Cybercriminals continue to rely on proven attack methods while developing new ways to infiltrate digital environments and break through your human defense layer.
But how can you reduce your organization’s attack surface? We looked at 12.5 million users across 35,681 organizations to find out.
In this webinar...
Now that the long-awaited FedNow faster-payment program is operating, experts debate whether U.S. financial institutions will embrace the payment ecosystem and whether the Federal Reserve and the banking industry can overcome implementation challenges and mitigate cybersecurity and fraud issues.
Unknown hackers attacked a dozen Norwegian government ministries through a zero day vulnerability present in a shared digital platform, the Oslo government disclosed Monday. The prime minister's office and the ministries of defense, justice and foreign affairs were unaffected.
A U.S. couple is set to file a plea deal for their role in laundering $4.5 billion in cryptocurrency from the Bitfinex virtual currency exchange in 2016. Federal prosecutors say they moved crypto to hide their tracks, withdrew it from ATMs and used gift cards to spend the money.
A Florida hospital is notifying 1.2 million patients that their information was stolen by hackers in a cybersecurity incident that spanned for nearly three weeks in May as attackers tried to encrypt the entity's systems with ransomware. The hospital repelled the attack but couldn't stop the breach.
The count of organizations affected by the Clop ransomware group's attack on MOVEit file-transfer software users continues to grow, now numbering over 400 organizations that were directly or indirectly impacted. More than 20 million individuals' personal details were stolen in the attacks.
This week, the U.S. ambassador to China was the latest Chinese hack victim, Linux malware infected 70,000 routers, Norway banned Meta ads, the MOVEit breach affected 1.2 million more customers, a Russian medical lab suffered a ransomware attack, and Estée Lauder shut down systems after a breach.
Security researchers say the Chinese state-sponsored espionage group APT41 is using WyrmSpy and DragonEgg surveillance malware to target Android mobile devices. APT41 recently switched tactics to develop malware specific to the Android operating system.
Days after attributing the recent breach in its customer environment, enterprise software company JumpCloud on Thursday confirmed the involvement of a North Korean nation-state actor who appears to be financially motivated to steal cryptocurrency.
Cybercriminals are leveraging Google's paid advertisement service to push malicious sites on top search results in order to trick victims into downloading info stealers and backdoors. Researchers suspect it could be a workaround for the changes Microsoft made to protect against malicious macros.
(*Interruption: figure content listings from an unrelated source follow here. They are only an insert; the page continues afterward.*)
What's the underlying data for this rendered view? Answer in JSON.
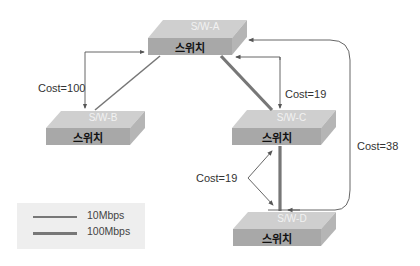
{
  "diagram": {
    "switches": [
      {
        "id": "A",
        "name": "S/W-A",
        "label": "스위치"
      },
      {
        "id": "B",
        "name": "S/W-B",
        "label": "스위치"
      },
      {
        "id": "C",
        "name": "S/W-C",
        "label": "스위치"
      },
      {
        "id": "D",
        "name": "S/W-D",
        "label": "스위치"
      }
    ],
    "costs": [
      {
        "path": "A-B",
        "label": "Cost=100"
      },
      {
        "path": "A-C",
        "label": "Cost=19"
      },
      {
        "path": "C-D",
        "label": "Cost=19"
      },
      {
        "path": "A-D",
        "label": "Cost=38"
      }
    ],
    "links": [
      {
        "from": "A",
        "to": "B",
        "speed": "10Mbps"
      },
      {
        "from": "A",
        "to": "C",
        "speed": "100Mbps"
      },
      {
        "from": "C",
        "to": "D",
        "speed": "100Mbps"
      }
    ],
    "legend": [
      {
        "label": "10Mbps",
        "color": "#777777",
        "width": 1.5
      },
      {
        "label": "100Mbps",
        "color": "#777777",
        "width": 3
      }
    ],
    "colors": {
      "switch_top": "#c8c8c8",
      "switch_front": "#a9a9a9",
      "switch_side": "#b8b8b8",
      "line": "#666666"
    }
  }
}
Adobe released a fresh out-of-band security update to patch an improperly fixed ColdFusion zero-day vulnerability being actively exploited in the wild that allows attackers to bypass security controls. The update includes fixes for two other critical vulnerabilities.
Between July 14 and 20, senators introduced a bill to address DeFi risk, Nasdaq held back crypto custody plans, DeFi hackers laundered lesser amounts of stolen funds in the first half of this year than in H1 2022, and an Australian bank blocked payments to high-risk crypto exchanges.
While self-proclaimed Russian hacktivist groups such as KillNet, Tesla Botnet and Anonymous Russia claim they're wreaking havoc on anti-Moscow targets, a fresh analysis of their attacks finds that despite rampant self-promotion, their real-world cybersecurity impact is typically negligible.
Top U.S. and Australian cybersecurity agencies strongly urged users to patch a critical zero-day flaw in Citrix ADC and Gateway appliances being exploited by unnamed threat actors in the wild. The bug, which is tracked as CVE-2023-3519, gives unauthenticated attackers RCE privileges.
Many critical infrastructure sector organizations, especially smaller entities, will likely struggle to comply with an upcoming requirement to report cyber incidents to federal regulators within 72 hours - due to an assortment of reasons, said Stanley Mierzwa of Kean University.